“And the price we paid was the price men have always paid for achieving a paradise in this life—we went soft, we lost our edge.”

Frank Herbert

“Mood’s a thing for cattle or for making love. You fight when the necessity arises, no matter your mood.”

Frank Herbert

“Use the first moments in study. You may miss many an opportunity for quick victory this way, but the moments of study are insurance of success. Take your time and be sure.”

Frank Herbert

“The Fremen! They’re paying the Guild for privacy, paying in a coin that’s freely available to anyone with desert power—spice.”

Frank Herbert

“Paul sat back. He had used the questions and hyperawareness to do what his mother called “registering” the person. He had Kynes now—tone of voice, each detail of face and gesture.”

Frank Herbert

“He was warrior and mystic, ogre and saint, the fox and the innocent, chivalrous, ruthless, less than a god, more than a man.”

Frank Herbert

“Schools were started to train human talents...  The Guild... emphasizes almost pure mathematics. Bene Gesserit performs... politics. The original Bene Gesserit school was directed by those who saw the need of a thread of continuity in human affairs. They saw there count be no such continuity without separating human stock from animal stock - for breeding purposes.”

Frank Herbert

“She’s the One all right,” she muttered. “Poor thing.”

Frank Herbert

“Nothing wins more loyalty for a leader than an air of bravura," the Duke said. "I, therefore, cultivate an air of bravura.”

Frank Herbert

“Knowing where the trap is—that's the first step in evading it.”

Frank Herbert

“It was a scene of such beauty it caught all his attention. Some things beggar likeness, he thought.

Frank Herbert

“You cannot avoid the interplay of politics within an orthodox religion. This power struggle permeates the training, educating and disciplining of the orthodox community. Because of this pressure, the leaders of such a community inevitably must face that ultimate internal question: to succumb to complete opportunism as the price of maintaining their rule, or risk sacrificing themselves for the sake of the orthodox ethic

Frank Herbert

“Pain,” she sniffed. “A human can override any nerve in the body.”

Frank Herbert

“Paul crouched at the ready and, as he had been trained to do after first blood, called out: “Do you yield?”

Frank Herbert

“Prophecy and prescience—How can they be put to the test in the face of the unanswered question? Consider: How much is actual prediction of the “wave form” (as Muad’Dib referred to his vision-image) and how much is the prophet shaping the future to fit the prophecy? What of the harmonics inherent in the act of prophecy? Does the prophet see the future or does he see a line of weakness, a fault or cleavage that he may shatter with words or decisions as a diamond-cutter shatters his gem with a blow of a knife?”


## TASK REQUIREMENTS:
Count the lines below that contain the word "delay" and give only that number.

## Entries from a visual dataset:

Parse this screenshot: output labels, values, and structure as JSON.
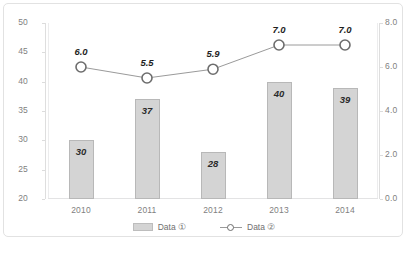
{
  "chart_data": {
    "type": "bar",
    "title": "",
    "subtitle": "",
    "xlabel": "",
    "ylabel": "",
    "categories": [
      "2010",
      "2011",
      "2012",
      "2013",
      "2014"
    ],
    "series": [
      {
        "name": "Data ①",
        "type": "bar",
        "axis": "left",
        "values": [
          30,
          37,
          28,
          40,
          39
        ],
        "labels": [
          "30",
          "37",
          "28",
          "40",
          "39"
        ],
        "color": "#d4d4d4",
        "border_color": "#b8b8b8"
      },
      {
        "name": "Data ②",
        "type": "line",
        "axis": "right",
        "values": [
          6.0,
          5.5,
          5.9,
          7.0,
          7.0
        ],
        "labels": [
          "6.0",
          "5.5",
          "5.9",
          "7.0",
          "7.0"
        ],
        "color": "#9a9a9a",
        "marker": "open-circle"
      }
    ],
    "left_axis": {
      "ticks": [
        "50",
        "45",
        "40",
        "35",
        "30",
        "25",
        "20"
      ],
      "min": 20,
      "max": 50,
      "step": 5
    },
    "right_axis": {
      "ticks": [
        "8.0",
        "6.0",
        "4.0",
        "2.0",
        "0.0"
      ],
      "min": 0,
      "max": 8,
      "step": 2
    },
    "grid": false,
    "legend_position": "bottom"
  },
  "legend": {
    "items": [
      {
        "label": "Data ①",
        "marker": "bar-swatch"
      },
      {
        "label": "Data ②",
        "marker": "line-circle-marker"
      }
    ]
  },
  "footer": {
    "caption": ""
  }
}
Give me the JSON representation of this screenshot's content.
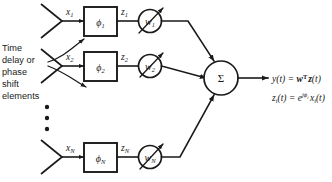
{
  "figure": {
    "background_color": "#ffffff",
    "line_color": "#1a1a1a"
  },
  "annotation": {
    "name": "time-delay-phase-shift-caption",
    "lines": [
      "Time",
      "delay or",
      "phase",
      "shift",
      "elements"
    ],
    "full_text": "Time delay or phase shift elements"
  },
  "channels": [
    {
      "index": 1,
      "antenna_name": "antenna-element-1",
      "input_label": "x",
      "input_subscript": "1",
      "phase_box_label": "ϕ",
      "phase_box_subscript": "1",
      "intermediate_label": "z",
      "intermediate_subscript": "1",
      "weight_label": "w",
      "weight_subscript": "1"
    },
    {
      "index": 2,
      "antenna_name": "antenna-element-2",
      "input_label": "x",
      "input_subscript": "2",
      "phase_box_label": "ϕ",
      "phase_box_subscript": "2",
      "intermediate_label": "z",
      "intermediate_subscript": "2",
      "weight_label": "w",
      "weight_subscript": "2"
    },
    {
      "index": 3,
      "antenna_name": "antenna-element-n",
      "input_label": "x",
      "input_subscript": "N",
      "phase_box_label": "ϕ",
      "phase_box_subscript": "N",
      "intermediate_label": "z",
      "intermediate_subscript": "N",
      "weight_label": "w",
      "weight_subscript": "N"
    }
  ],
  "ellipsis": {
    "name": "vertical-ellipsis",
    "dot_count": 3,
    "glyph": "•"
  },
  "summation": {
    "name": "summation-node",
    "symbol": "Σ"
  },
  "equations": [
    {
      "name": "output-equation",
      "text": "y(t) = w^T z(t)",
      "parts": {
        "lhs_var": "y",
        "lhs_arg": "(t)",
        "equals": "=",
        "weight_vector": "w",
        "transpose": "T",
        "signal_vector": "z",
        "rhs_arg": "(t)"
      }
    },
    {
      "name": "channel-equation",
      "text": "z_i(t) = e^{jϕ_i} x_i(t)",
      "parts": {
        "lhs_var": "z",
        "lhs_sub": "i",
        "lhs_arg": "(t)",
        "equals": "=",
        "exp_base": "e",
        "exp_j": "j",
        "exp_phi": "ϕ",
        "exp_phi_sub": "i",
        "rhs_var": "x",
        "rhs_sub": "i",
        "rhs_arg": "(t)"
      }
    }
  ]
}
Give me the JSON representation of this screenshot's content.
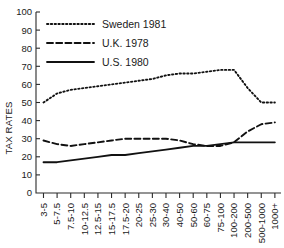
{
  "chart_data": {
    "type": "line",
    "title": "",
    "xlabel": "",
    "ylabel": "TAX RATES",
    "ylim": [
      0,
      100
    ],
    "yticks": [
      10,
      20,
      30,
      40,
      50,
      60,
      70,
      80,
      90,
      100
    ],
    "grid": false,
    "legend_position": "top-left",
    "categories": [
      "3-5",
      "5-7.5",
      "7.5-10",
      "10-12.5",
      "12.5-15",
      "15-17.5",
      "17.5-20",
      "20-25",
      "25-30",
      "30-40",
      "40-50",
      "50-60",
      "60-75",
      "75-100",
      "100-200",
      "200-500",
      "500-1000",
      "1000+"
    ],
    "series": [
      {
        "name": "Sweden 1981",
        "style": "dotted",
        "values": [
          50,
          55,
          57,
          58,
          59,
          60,
          61,
          62,
          63,
          65,
          66,
          66,
          67,
          68,
          68,
          58,
          50,
          50
        ]
      },
      {
        "name": "U.K. 1978",
        "style": "dashed",
        "values": [
          29,
          27,
          26,
          27,
          28,
          29,
          30,
          30,
          30,
          30,
          29,
          27,
          26,
          26,
          28,
          34,
          38,
          39
        ]
      },
      {
        "name": "U.S. 1980",
        "style": "solid",
        "values": [
          17,
          17,
          18,
          19,
          20,
          21,
          21,
          22,
          23,
          24,
          25,
          26,
          26,
          27,
          28,
          28,
          28,
          28
        ]
      }
    ]
  },
  "legend": {
    "items": [
      {
        "label": "Sweden 1981",
        "style": "dotted"
      },
      {
        "label": "U.K. 1978",
        "style": "dashed"
      },
      {
        "label": "U.S. 1980",
        "style": "solid"
      }
    ]
  },
  "axes": {
    "y_title": "TAX RATES"
  },
  "colors": {
    "ink": "#111111",
    "axis": "#2b2b2b",
    "background": "#ffffff"
  }
}
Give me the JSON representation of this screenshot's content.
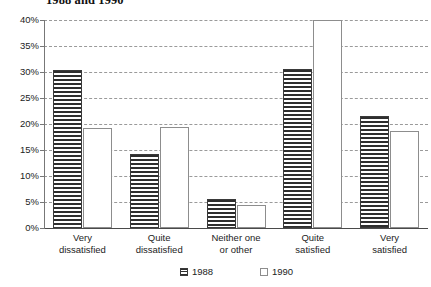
{
  "chart_data": {
    "type": "bar",
    "title": "1988 and 1990",
    "xlabel": "",
    "ylabel": "",
    "ylim": [
      0,
      40
    ],
    "ytick_labels": [
      "40%",
      "35%",
      "30%",
      "25%",
      "20%",
      "15%",
      "10%",
      "5%",
      "0%"
    ],
    "ytick_values": [
      40,
      35,
      30,
      25,
      20,
      15,
      10,
      5,
      0
    ],
    "grid": true,
    "legend_position": "bottom",
    "categories": [
      "Very\ndissatisfied",
      "Quite\ndissatisfied",
      "Neither one\nor other",
      "Quite\nsatisfied",
      "Very\nsatisfied"
    ],
    "category_lines": [
      [
        "Very",
        "dissatisfied"
      ],
      [
        "Quite",
        "dissatisfied"
      ],
      [
        "Neither one",
        "or other"
      ],
      [
        "Quite",
        "satisfied"
      ],
      [
        "Very",
        "satisfied"
      ]
    ],
    "series": [
      {
        "name": "1988",
        "values": [
          30.4,
          14.2,
          5.6,
          30.6,
          21.6
        ]
      },
      {
        "name": "1990",
        "values": [
          19.2,
          19.5,
          4.5,
          40.0,
          18.6
        ]
      }
    ]
  },
  "legend": {
    "items": [
      {
        "label": "1988",
        "swatch": "hatched-swatch-icon"
      },
      {
        "label": "1990",
        "swatch": "empty-swatch-icon"
      }
    ]
  }
}
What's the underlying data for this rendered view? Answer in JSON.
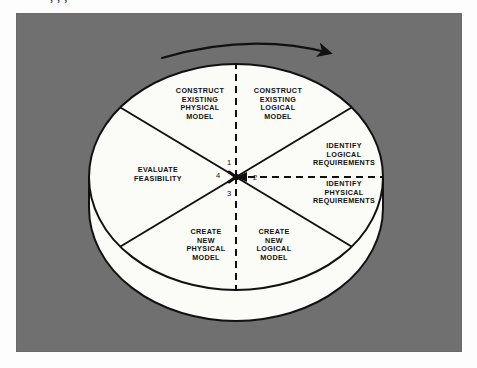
{
  "page": {
    "background_color": "#fdfdfd",
    "panel_color": "#707070",
    "disk_color": "#fbfbf8",
    "line_color": "#111111",
    "top_cropped_text": "        ,      ,     ,"
  },
  "diagram": {
    "type": "cylinder-pie-cycle",
    "title": "",
    "direction_arrow": {
      "name": "clockwise-arrow",
      "description": "curved arrow above the disk pointing clockwise to the right"
    },
    "center_numbers": [
      {
        "id": "1",
        "label": "1",
        "position": "top"
      },
      {
        "id": "2",
        "label": "2",
        "position": "right"
      },
      {
        "id": "3",
        "label": "3",
        "position": "bottom"
      },
      {
        "id": "4",
        "label": "4",
        "position": "left"
      }
    ],
    "segments": [
      {
        "id": "construct-existing-physical-model",
        "label": "CONSTRUCT\nEXISTING\nPHYSICAL\nMODEL",
        "x": 200,
        "y": 104
      },
      {
        "id": "construct-existing-logical-model",
        "label": "CONSTRUCT\nEXISTING\nLOGICAL\nMODEL",
        "x": 278,
        "y": 104
      },
      {
        "id": "identify-logical-requirements",
        "label": "IDENTIFY\nLOGICAL\nREQUIREMENTS",
        "x": 344,
        "y": 155
      },
      {
        "id": "identify-physical-requirements",
        "label": "IDENTIFY\nPHYSICAL\nREQUIREMENTS",
        "x": 344,
        "y": 193
      },
      {
        "id": "create-new-logical-model",
        "label": "CREATE\nNEW\nLOGICAL\nMODEL",
        "x": 274,
        "y": 245
      },
      {
        "id": "create-new-physical-model",
        "label": "CREATE\nNEW\nPHYSICAL\nMODEL",
        "x": 206,
        "y": 245
      },
      {
        "id": "evaluate-feasibility",
        "label": "EVALUATE\nFEASIBILITY",
        "x": 158,
        "y": 175
      }
    ]
  }
}
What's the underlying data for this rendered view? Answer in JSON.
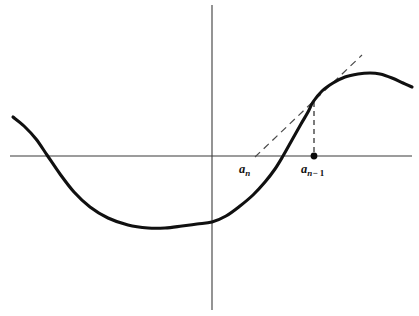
{
  "figure": {
    "kind": "newtons-method-diagram",
    "background_color": "#ffffff",
    "curve_color": "#101010",
    "axis_color": "#3b3b3b",
    "dash_color": "#4a4a4a",
    "width": 419,
    "height": 316
  },
  "axes": {
    "x_axis": {
      "name": "x-axis",
      "y_pixel": 156,
      "x_start": 10,
      "x_end": 412
    },
    "y_axis": {
      "name": "y-axis",
      "x_pixel": 212,
      "y_start": 5,
      "y_end": 310
    }
  },
  "labels": {
    "a_n": {
      "base": "a",
      "sub": "n",
      "text": "aₙ"
    },
    "a_n_minus_1": {
      "base": "a",
      "sub_var": "n",
      "sub_op": "− 1",
      "text": "aₙ₋₁"
    }
  },
  "chart_data": {
    "type": "line",
    "title": "",
    "subtitle": "",
    "xlabel": "",
    "ylabel": "",
    "grid": false,
    "legend": null,
    "axis_origin_px": [
      212,
      156
    ],
    "xlim_px": [
      10,
      412
    ],
    "ylim_px": [
      5,
      310
    ],
    "series": [
      {
        "name": "f(x)",
        "style": "solid-thick",
        "color": "#101010",
        "points_px": [
          [
            13,
            117
          ],
          [
            24,
            126
          ],
          [
            36,
            139
          ],
          [
            47,
            155
          ],
          [
            60,
            174
          ],
          [
            74,
            192
          ],
          [
            90,
            207
          ],
          [
            108,
            218
          ],
          [
            128,
            225
          ],
          [
            148,
            228
          ],
          [
            165,
            228
          ],
          [
            182,
            226
          ],
          [
            197,
            224
          ],
          [
            212,
            222
          ],
          [
            226,
            216
          ],
          [
            240,
            206
          ],
          [
            253,
            195
          ],
          [
            265,
            182
          ],
          [
            275,
            169
          ],
          [
            283,
            156
          ],
          [
            292,
            140
          ],
          [
            301,
            124
          ],
          [
            308,
            112
          ],
          [
            313,
            102
          ],
          [
            322,
            91
          ],
          [
            333,
            83
          ],
          [
            345,
            77
          ],
          [
            358,
            74
          ],
          [
            370,
            73
          ],
          [
            380,
            74
          ],
          [
            392,
            78
          ],
          [
            403,
            83
          ],
          [
            412,
            87
          ]
        ]
      },
      {
        "name": "tangent-at-a-n-minus-1",
        "style": "dashed",
        "color": "#4a4a4a",
        "points_px": [
          [
            255,
            157
          ],
          [
            362,
            55
          ]
        ]
      },
      {
        "name": "drop-line-a-n-minus-1",
        "style": "dashed",
        "color": "#4a4a4a",
        "points_px": [
          [
            314,
            102
          ],
          [
            314,
            156
          ]
        ]
      }
    ],
    "markers": [
      {
        "name": "a-n-minus-1-root-dot",
        "x_px": 314,
        "y_px": 156,
        "radius_px": 3.4,
        "color": "#0a0a0a"
      }
    ],
    "annotations": [
      {
        "name": "a-n-tick-label",
        "text": "aₙ",
        "x_px": 248,
        "y_px": 172
      },
      {
        "name": "a-n-minus-1-tick-label",
        "text": "aₙ₋₁",
        "x_px": 320,
        "y_px": 172
      }
    ],
    "notable_points_px": {
      "curve_left_end": [
        13,
        117
      ],
      "curve_left_root": [
        47,
        156
      ],
      "curve_minimum": [
        165,
        228
      ],
      "curve_y_intercept": [
        212,
        222
      ],
      "curve_right_root": [
        283,
        156
      ],
      "tangency_point": [
        313,
        102
      ],
      "curve_maximum": [
        376,
        73
      ],
      "curve_right_end": [
        412,
        87
      ],
      "tangent_x_intercept": [
        255,
        156
      ]
    }
  }
}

## SOLUTION BELOW:
3